For “A Delicate Balance,” the mixed-media installation in the ArtLab at the Art Museum of the University of Memphis, Colin Kidder and John Morgan turn toy balloons into fine art. They bend, twist, wrap, and blow rubber balloons into amalgams of vegetable and animal life as they explore what happens when nature’s delicate balance is poisoned, globally warmed, and irradiated almost to extinction.

The only recognizable creatures in their post-apocalyptic jungle are the hummingbirds Kidder and Morgan have sculpted from Polymer clay. While the birds’ tufted bodies and wing feathers are still intact, their beaks are now pointed metal darts sharp enough to pierce the rubbery hides.

And it looks like they’ll be needing them as they hover and dart just beyond the reach of the hundreds of deep-purple, opalescent-orange, and electric-blue tentacles that reach out from the walls or scurry across ArtLab’s floor dragging what look like smooth pink intestines — turned inside out — behind them. Their bellies are stretched to the point of bursting as these phosphorescent, toxic creatures allure and then poison unsuspecting prey.

As edgy as they are instructive, Kidder and Morgan’s original, beautiful, and topical mutants make “A Delicate Affair” a must-see exhibition.

Through February 27th

In Pinkney Herbert’s four large pastel drawings at Playhouse on the Square, energy builds, coalesces into increasingly complex shapes, and culminates in a 100-by-125-inch pastel titled Alpha, one of the most inventive works of Herbert’s career.

A softly glowing, sable shadow, hovering in the background, sucks us in as we are swept across the surface by a spinning serpent. Something more profound is suggested by the serpent’s huge, hinged mouth, its deeply furrowed green forehead crowned with tufts of feathers or leaves, and the threadlike umbilical chord that loosely ties the free-floating shadow (womb? black hole?) to the creature’s belly where large black spermatozoa gestate. Herbert has assembled characters from several creation stories including Mesoamerica’s Quetzalcoatl, the British Isles’ Green Man, and the male and female principles of Shiva, the Hindu god dancing the world into existence.

Mounted in Playhouse on the Square’s impressive new performance and gallery space, Alpha can be read as metaphor for all artists (playwrights, actors, musicians) attempting to shape new ideas and new art forms out of the primordial stew.

Through February 22nd

Christian Brothers University’s current exhibition “Raw Silk” provides viewers with the opportunity to see the collages and silk paintings of two accomplished fabric artists working at the top of their form.

It’s late autumn in Japanese Torii, Contance Grayson’s most evocative collage, in which hundreds of pieces of kimono and Japanese money, stamps, advertising flyers, and vintage postcards are layered and stitched into a deeply textured tapestry of the gardens, sea coast, mountains, and Shinto shrines of Japan.
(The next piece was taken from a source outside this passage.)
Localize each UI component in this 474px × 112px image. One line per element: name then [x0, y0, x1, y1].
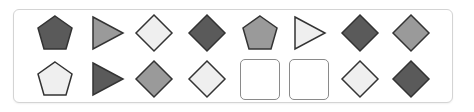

Grayson take us through the gate of a shrine into the courtyard beyond where a tiny figure (the only human presence in the piece) meditates in the garden.

Phyllis Boger’s dyes and resist on silk include crisp, colorful, child-like geometries of Italian hill towns and translucent mosaics. But Boger’s most moving and strikingly beautiful work is Procession.

A weathered copper roof tops a sagging, deep-red facade. Three hooded figures, completely in shadow, stand on mottled royal-blue and teal tiles. One of the figures raises his cloaked arms and gives thanks for the tiny windows of light, umber woods, and rolling fields that border his town. Deep-green and raw-sienna shadows swirling inside the penitent suggest that, instead of merely going through the motions, he deeply feels the ritual he performs.

Through March 11th

Elisha Gold is best known for his metal sculpture, such as the nine-foot sunflower planted at Memphis Botanic Garden whose face is covered with 700 rounds of ammunition instead of seeds.

For Gallery Fifty Six’s current show “Forgive Your Enemies,” Gold has mounted a series of paintings that are as sardonic, socially conscious, and politically astute as his sculpture. 

Replete with Ben-Day dots and comic-book-inspired scenes of military battle and beautiful women, Gold’s slick and crisp-edged enamel paintings are, in part, homage to Roy Lichtenstein. In Gold’s particularly chilling portrait of cynicism and presumed superiority, a socialite raises her glass of champagne and toasts the viewer with the work’s title, It’s True. The Bigger the Lie, the More Believe.